Why Evaluate Your Sources?

Why evaluate your sources?

Evaluating your sources insures that they are appropriate for the context in which you will use them and that they are reliable, which will support your work. It allows you to be credible as you engage in research and participate in the scholarly conversation in your field. 

What makes a source reliable?

There are different methods and strategies - two are explained below - you can use to evaluate the information you find on the internet and in libraries, but there are three main questions you should ask yourself:

  1. Who is behind the information and what is their purpose and perspective?
  2. What is the evidence for their claims? Is the evidence reliable?
  3. What do other sources say about the organization/author and their claims?

You should also monitor your emotional response to sources and check out why they make you feel a certain way: are they confirming, or confronting your pre-existing worldviews? 

Lateral Reading

What is lateral reading?

Lateral reading is looking at other sources to provide context for the source you are evaluating. For a website or webpage, this means opening new tabs in your browser to search for information about it, rather than simply looking at the design, the URL, and the "About" page of the site. 

Where should you look?

To evaluate a website, webpage, video, image, or social media post, you can see what the following sources say about it:

  • Newspapers and online news 
  • Fact checking websites like Snopes.com, PolitiFact, The Washington Post Fact Checker, and FactCheck.org 
  • Wikipedia - use the URL to match against Wikipedia pages and compare what the "About" page of a website says about itself and what Wikipedia says (helpful for finding out who is behind the content)
  • Reverse image searching - use your search engine's reverse image searching function or TinEye.com to trace an image back to its source and see if it is used out of context
  • Videos - watch out for clips taken out of their context, misrepresented, uploaded with a misleading caption, that are edited deceptively or doctored (ex: Deep Fakes), you can use The Washington Post's Fact Checker’s guide to manipulated video to learn more

Take into account that many news organizations have their own perspective and even media fact-checking involves subjective judgments, it is a best practice to look at multiple sources.

SIFT

What is the SIFT method?

The SIFT method was created by Mike Caulfield to help you determine if sources are credible. It is a mnemonic device that stands for Stop, Investigate the source, Find better coverage, Trace claims, quotes, and media back to their original context.

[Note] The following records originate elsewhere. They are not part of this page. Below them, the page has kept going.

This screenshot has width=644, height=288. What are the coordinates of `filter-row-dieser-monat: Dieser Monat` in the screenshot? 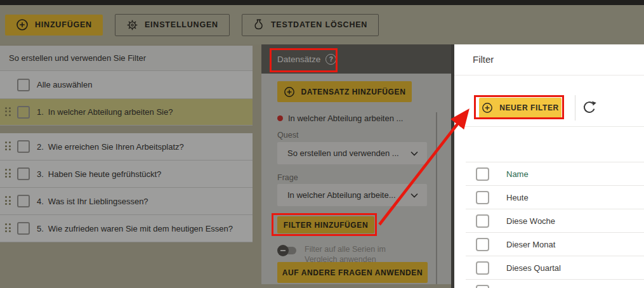 It's located at (555, 244).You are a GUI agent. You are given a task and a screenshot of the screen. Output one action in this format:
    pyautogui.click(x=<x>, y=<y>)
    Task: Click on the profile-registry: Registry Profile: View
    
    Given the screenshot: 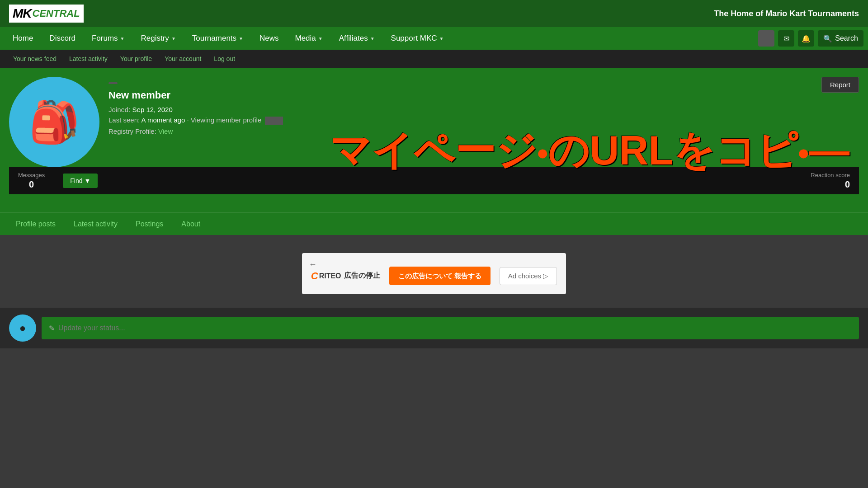 What is the action you would take?
    pyautogui.click(x=484, y=131)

All SIFT information on this page is adapted from Mike Caulfield's materials with a CC BY 4.0 license.

The SIFT Method

The SIFT Method
  • Stop: When encountering content from a source you do not already trust, stop yourself from clicking on it and immediately believing it. Stop before you act (retweet, use in your work, etc.) on a strong emotional response to a headline.
  • Investigate the source: Who is behind the information and what is their purpose and perspective? What is their reputation? What do other sources say about the creator/publisher/organization?
  • Find better coverage: Is the content covered by other trusted sources? Do experts agree with the coverage?
  • Trace the claims, quotes and media to their original source: Use image reverse searching to find the original context. Watch the full videos from which extracts are taken. Take notice of the caption presented with the media; is it misrepresenting it? Follow cited sources if you can find them.